Good Friday sermon.  2021

There is a board game called Scapegoat. In the game you try to get the crime pinned to someone else, while avoiding the blame yourself.

Blaming others is as old as Adam. Literally. Adam stood around and said nothing while the snake worked flat out to trick Eve. They fail the test, eat the fruit and then realise the enormity of what they have done. So they cover up and hide. God calls them out and Adam…….refuses to accept any responsibility. ‘The woman you put here, she gave me the fruit.’

Scapegoating is about avoiding any responsibility and blaming something or someone else.

When you were little, and did something wrong, which you knew was wrong but couldn’t stop yourself – and you got caught – did you ever try the line, ‘The devil made me do it.’  I think I got a very careful talking to from my mum.

The term scapegoat is actually a Bible word.

In the Old Testament, in Leviticus chapter 16 we read what happened on the Day of Atonement, the big day when the people faced all their sins over the past the year.  The High Priest has accumulated the guilt from all the sins of the people over the year by eating his share of their sacrifices. Once a year he had to offer a bull for his own sins, and then took 2 goats.  He took the blood of one into God’s presence to cleanse the holy of holies from the accumulated sin of the people, so that God could still stay in their midst and forgive them. The second goat wasn’t killed.  “When Aaron has finished making atonement for the Most Holy Place, the tent of meeting and the altar, he shall bring forward the live goat.  He is to lay both hands on the head of the live goat and confess over it all the wickedness and rebellion of the Israelites—all their sins—and put them on the goat’s head. He shall send the goat away into the wilderness in the care of someone appointed for the task. The goat will carry on itself all their sins to a remote place; and the man shall release it in the wilderness.

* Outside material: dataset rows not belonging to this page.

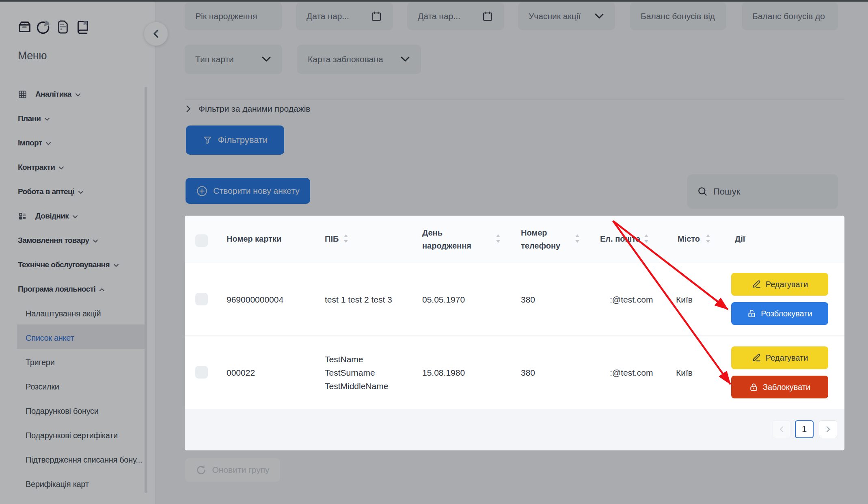 This screenshot has height=504, width=868. Describe the element at coordinates (702, 192) in the screenshot. I see `search-icon` at that location.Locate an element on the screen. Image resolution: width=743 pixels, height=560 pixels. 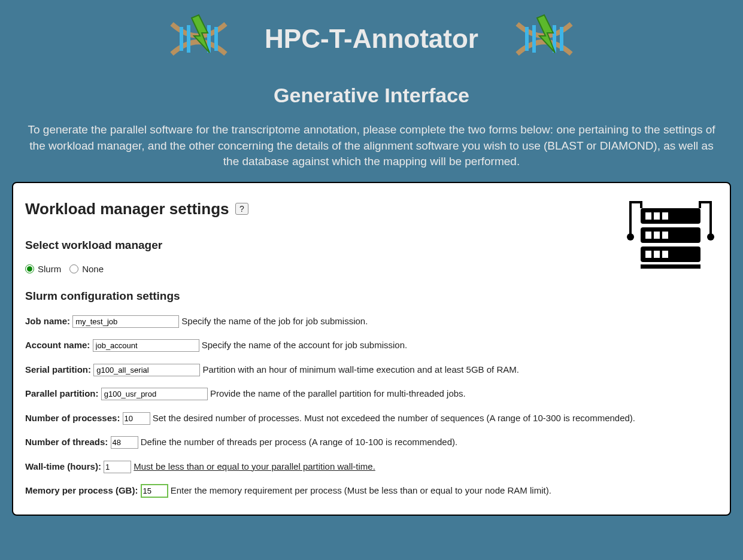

That was the scapegoat – carrying the sins of the people. That was the mechanism given to them by God, for dealing with guilt – speak it on to an innocent goat, who carried it away.

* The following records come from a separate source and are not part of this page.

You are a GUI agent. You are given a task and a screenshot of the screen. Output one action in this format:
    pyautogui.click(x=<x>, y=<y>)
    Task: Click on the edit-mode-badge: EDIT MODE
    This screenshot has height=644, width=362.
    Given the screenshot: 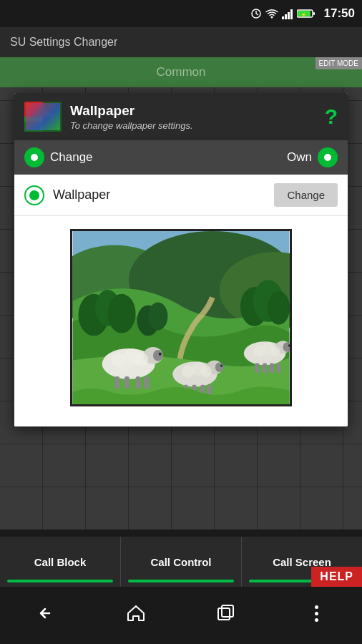 What is the action you would take?
    pyautogui.click(x=339, y=63)
    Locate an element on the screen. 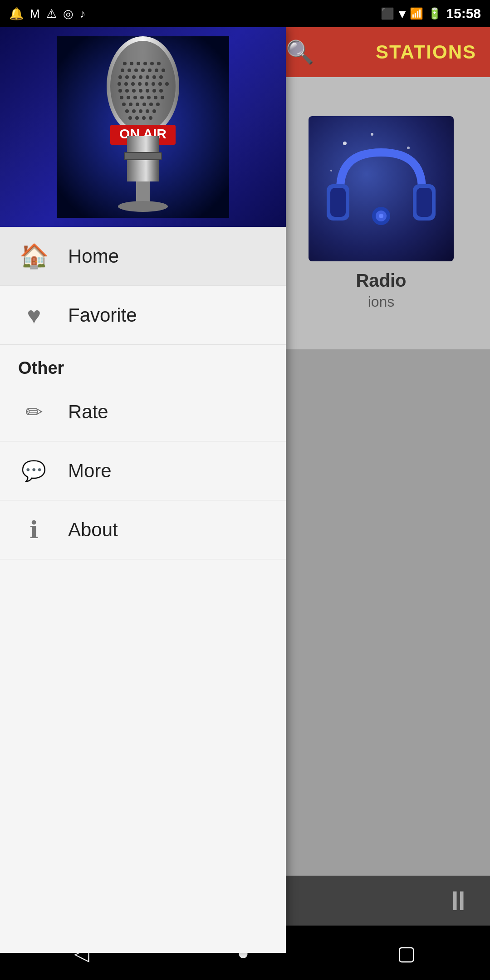 Image resolution: width=490 pixels, height=980 pixels. microphone-svg: ON AIR is located at coordinates (143, 127).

Here is a Holman Hunt artwork. He mentions the Bible verse in the frame.

Who do we as a nation, state or a church blame for the problems we experience? In the 1950s in was the communists, then it was longhaired students in the 60’ and free love, then it was dole bludgers, then it was rogue businessmen, then it was…..the list goes on and on. Who are the scapegoats in your family, or in your workplace?  If you work or live with someone who refuses to take any responsibility for something going wrong, or who is out to target you to make them look good, then you are in a very challenging space, maybe even a dangerous space.

Let’s turn our attention to Jesus.

And that is Jesus for us on this day – the scapegoat. He is the one who caries all our sins, he is the one pushed out of the city, he is the one who is treated as rubbish, and disposed of, and he went willingly. In his ministry, like happened with the scapegoat, Jesus had loaded himself up with human sins and sicknesses by being with people, and not pushing them away. He reached out to unclean people, he touched dead people to call them back to life. He mixed with people whose lifestyles meant they were not allowed to go to church. In doing all that, he took it all onto himself and he took it all to the cross. In doing that he was saying: the evil stops here. Revenge, no matter how righteous –  stops here. Blaming others stops here. Bitterness stops here. Attacking others stops here.

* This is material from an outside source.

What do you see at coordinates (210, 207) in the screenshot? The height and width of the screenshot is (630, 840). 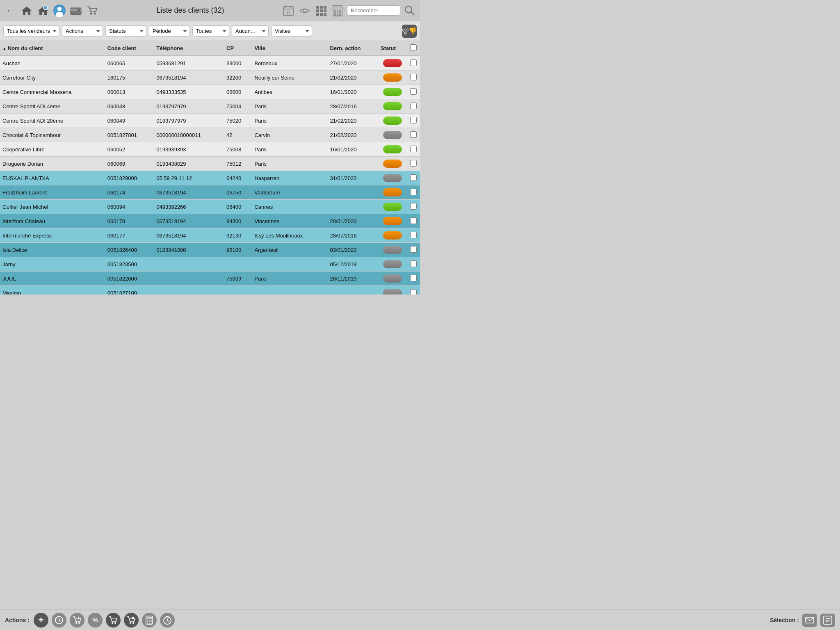 I see `table-row: Golfier Jean Michel 060094 0493392266 06…` at bounding box center [210, 207].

We all have our issues, our hurts, our personal stories of wrongs done to us. We may also be aware of how our attitudes, our judging, our actions have not always blessed others. The power of transformation happens for us, as we learn to entrust ourselves into this space with Jesus. We learn to stay with our issues, not in a morbid or depressing way, but to allow the healing work to happen in us. We are taken deeper than the instinctual cycle of attack and counter-attack, or blame and deflect. We are able to not immediately cover up our wrong doing, but let it gently be opened up to the compassion and care of our Lord. And when we come to realise how we have been mistreated by others, or by situations, we are taken through our feelings of confusion or shame, then we are taken past our righteous anger, to a deeper place, where we learn to respond out of love, and not lash out in hurt. Here, at the cross, we start to find some sort of peace, and the power to live in a good way, with the things inside or around us, that are not yet right, but are being worked on in a good way.

Jesus is the true scapegoat. He does not take everything away from us so we never have to deal with it again. Neither does he continually rub our faces in our messes. He holds us compassionately, and in truth and picks us up. He speaks words of truth to us, truth that heals.

We may have a lot of scarring, but those scars now become badges of honour, places where we have done the painful, honest, hard work, that has brought healing and hope to us.